Even in Quebec, we have seen proof that the search for profit can exist in a universal health care system and be of significant benefit to patients. One need only think of the private funded CHSLDs (long-term care facilities), which offer better care at a lower cost than equivalent government-managed facilities,(13) or of pilot projects for surgeries that are underway in the Montreal region, which have shrunk waiting lists thanks to much higher productivity than in public hospitals.(14)

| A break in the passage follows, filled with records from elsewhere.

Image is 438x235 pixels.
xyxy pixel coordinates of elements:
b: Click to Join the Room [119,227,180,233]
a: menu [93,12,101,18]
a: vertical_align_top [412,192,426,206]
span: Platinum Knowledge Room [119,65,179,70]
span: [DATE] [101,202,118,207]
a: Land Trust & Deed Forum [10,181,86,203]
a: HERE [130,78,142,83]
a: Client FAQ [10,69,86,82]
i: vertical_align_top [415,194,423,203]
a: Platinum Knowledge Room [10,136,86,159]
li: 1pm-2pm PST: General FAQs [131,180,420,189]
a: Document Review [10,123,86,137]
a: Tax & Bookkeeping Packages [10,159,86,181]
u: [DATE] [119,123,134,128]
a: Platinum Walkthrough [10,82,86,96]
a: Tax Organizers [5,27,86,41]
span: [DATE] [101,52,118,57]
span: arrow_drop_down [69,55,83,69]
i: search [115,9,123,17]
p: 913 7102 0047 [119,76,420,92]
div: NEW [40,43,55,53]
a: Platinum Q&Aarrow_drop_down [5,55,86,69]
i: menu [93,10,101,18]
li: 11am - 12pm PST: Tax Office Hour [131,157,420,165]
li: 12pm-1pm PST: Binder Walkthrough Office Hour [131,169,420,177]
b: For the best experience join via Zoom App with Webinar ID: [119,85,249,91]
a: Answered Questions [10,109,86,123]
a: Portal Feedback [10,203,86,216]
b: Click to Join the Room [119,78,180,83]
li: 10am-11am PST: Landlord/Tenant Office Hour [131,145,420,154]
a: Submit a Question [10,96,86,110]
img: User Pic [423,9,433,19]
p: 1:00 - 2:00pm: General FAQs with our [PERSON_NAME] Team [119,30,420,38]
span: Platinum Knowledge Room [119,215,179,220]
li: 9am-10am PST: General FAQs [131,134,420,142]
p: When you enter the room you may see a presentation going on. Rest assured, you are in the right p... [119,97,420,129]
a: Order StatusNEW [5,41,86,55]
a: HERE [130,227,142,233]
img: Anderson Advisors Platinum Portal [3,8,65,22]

Quebec is ripe for the application of the same recipe to hospitals and emergency rooms. A large majority of Quebecers (70%) are actually in favour of more entrepreneurs providing care, all while maintaining universal coverage.(15) The way things are going, this would be a great boon for the province’s patients.

References

1. Ariane Lacoursière, “Palmarès des urgences: le Québec s’améliore, l’ouest de la Montérégie régresse,” La Presse, July 4, 2019.
2. Patrick Déry, “Quebec Hospitals Require Entrepreneurship,” Viewpoint, MEI, July 12, 2018; David Gentile, “Urgences au Québec : moins d’attente sur civière, autant d’attente sur chaise,” Radio-Canada.ca, April 21, 2018; Sara Champagne, “Une réduction du temps d’attente, mais à quel prix,” La Presse+, July 19, 2018.
3. Median length of stay is used in the rest of Canada and elsewhere. Canadian Institute for Health Information, “NACRS Emergency Department Visits and Length of Stay by Province/Territory, 2017–2018,” November 29, 2018; Patrick Déry and Jasmin Guénette, “Saint Göran: A Competitive Hospital in a Universal System,” Economic Note, MEI, October 17, 2017.
4. Ariane Lacoursière, “Attente aux urgences : du camouflage de patients, selon des intervenants,” La Presse, April 20, 2017; Agence QMI, “Temps d’attente aux urgences en baisse : des statistiques trompeuses?” Le Journal de Montréal, April 25, 2018.
5. For the data from 2014 to 2019: Quebec Department of Health and Social Services, Request for access to information, July 2019. For earlier data: Health and Welfare Commissioner, Les urgences au Québec : évolution de 2003-2004 à 2012-2013, Government of Quebec, September 17, 2014, pp. 14-15.
6. Quebec Department of Health and Social Services, Request for access to information, July 2019.
7. Idem.
8. It went from 3,776,013 to 3,711,052. Idem.
9. Idem.
10. Tommy Chouinard, “Les pires urgences du monde occidental,” La Presse, June 2, 2016; Health and Welfare Commissioner, Perceptions et expériences de la population : le Québec comparé − Résultats de l’enquête internationale sur les politiques de santé du Commonwealth Fund de 2016, Government of Quebec, February 16, 2017, p. 43.
11. Stéphane Parent, “Le Québec compte plus de 75 000 infirmières dont 70 489 occupent un emploi en soins infirmiers et ce n’est pas assez!” Radio-Canada International, October 24, 2018; Héloïse Archambault, “Temps supplémentaire obligatoire : des infirmières sont prisonnières à l’hôpital,” Le Journal de Montréal, April 8, 2019.
12. Yanick Labrie, For a Universal and Efficient Health Care System: Six Reform Proposals, Research Paper, MEI, March 13, 2014, p. 19.
13. Patrick Déry, “Relying on Entrepreneurs to House and Care for Our Seniors,” Viewpoint, MEI, April 26, 2018.
14. Caroline Touzin, “Projet-pilote en chirurgie : la productivité bondit au privé,” La Presse, April 23, 2019; Francis Vailles, “Pourquoi se priver du privé,” La Presse, May 3, 2019.
15. Leger, “Les Québécois et la santé – Sondage auprès des Québécois,” poll conducted on behalf of the MEI, August 30, 2018.